STRATEGIES · SHORT GAME
The Underrated 60 Yards — How Wedges Can Save Your Score.
Wedges between 30 and 80 yards plus putts account for about 60 percent of a senior's score — but only get 15 to 25 percent of practice time. Flipping this ratio completely compensates for age-related distance loss.
IFor a year, I consistently spent 60 percent of my practice time on the putting green — wedges from 30 to 80 yards, chips, lag putts. My driver didn't improve. My average score dropped by 4.2 strokes per round. Three-quarters of that came from approach shots within the 80-yard zone and from avoiding three-putts. The other 25 percent was better bag decisions.
Senior golfers overestimate the driver and underestimate wedges. Strokes gained analytics according to Mark Broadie have shown for over ten years: whoever wants to lower their score has the biggest leverage in the last 80 meters before the hole. This applies to all handicap classes – and especially to senior golfers, whose driver distance is physiologically limited, but whose wedge precision remains trainable.
Why Wedges Are the Biggest Scoring Leverage from 30-80 Yards
Three wedge routines that will lower every score
Distance is overrated. Precision wins golf tournaments—and saves senior golfers their handicaps. Those who understand this, practice the right way.

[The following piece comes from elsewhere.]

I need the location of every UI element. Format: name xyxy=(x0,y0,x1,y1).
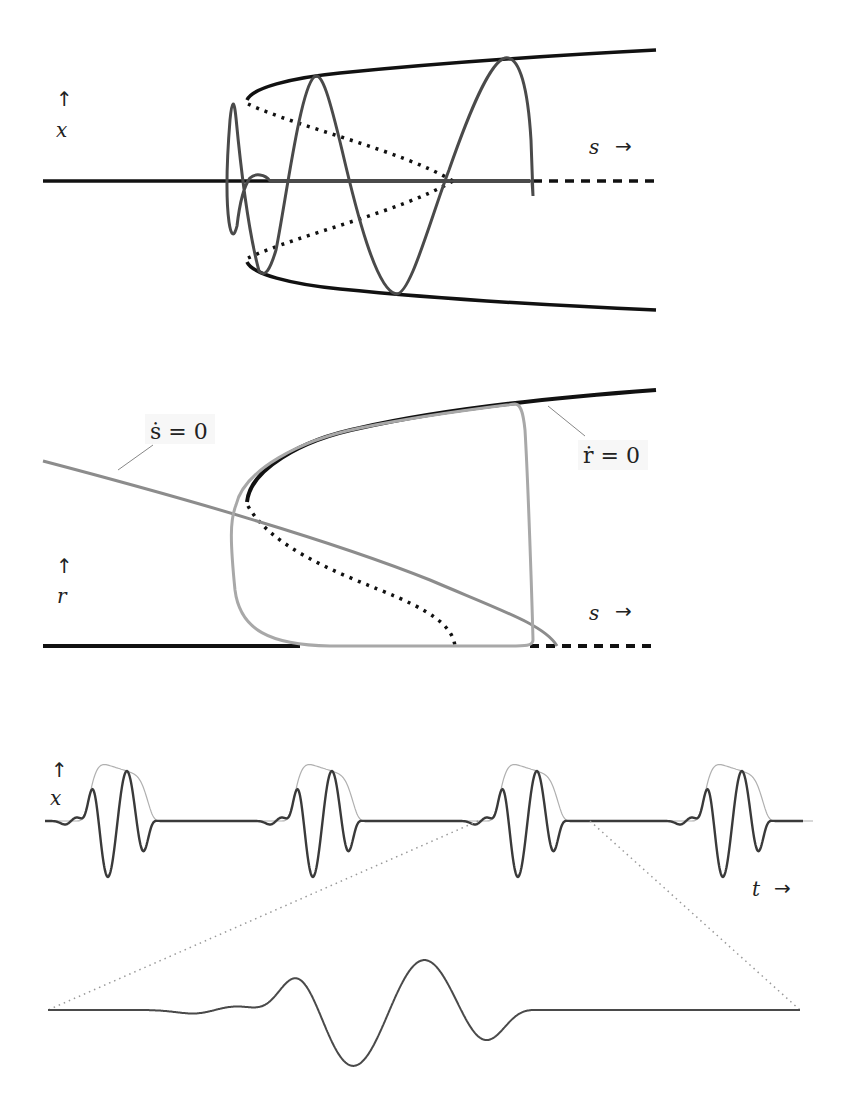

— Mark Broadie, Strokes-Gained Researcher, Columbia Business School
Three principles determine whether a wedge exercise is effective — or whether it fails.
Median instead of maximum
Senior golfers save the best wedge shot of the season. What counts is the median carry—the 50 percent value. Only those who plan with the median avoid systematically landing short.
Distance instead of form
Wedge practice often fails due to form questions („How do I swing better?”). What matters is distance reproducibility. Exactly 30 yards with a pitching wedge is enough — no matter what the swing looks like.
Calibration instead of inspiration
Wedge practice isn't inspiration training, it's calibration. Hitting 30 balls from 30/50/70 meters every two weeks keeps your bag data current – and allows you to make data-driven decisions on the course.
On this page
What a wedge exercise cannot replace
Wedge practice is by far the most effective scoring lever — but it neither replaces course management nor putting. A senior golfer with excellent wedges but poor lag putting squanders a large part of their gains on the green. And wedge practice only works if the distance data is honestly recorded. Those who record best shots instead of median carry are practicing in a way that doesn't benefit their game.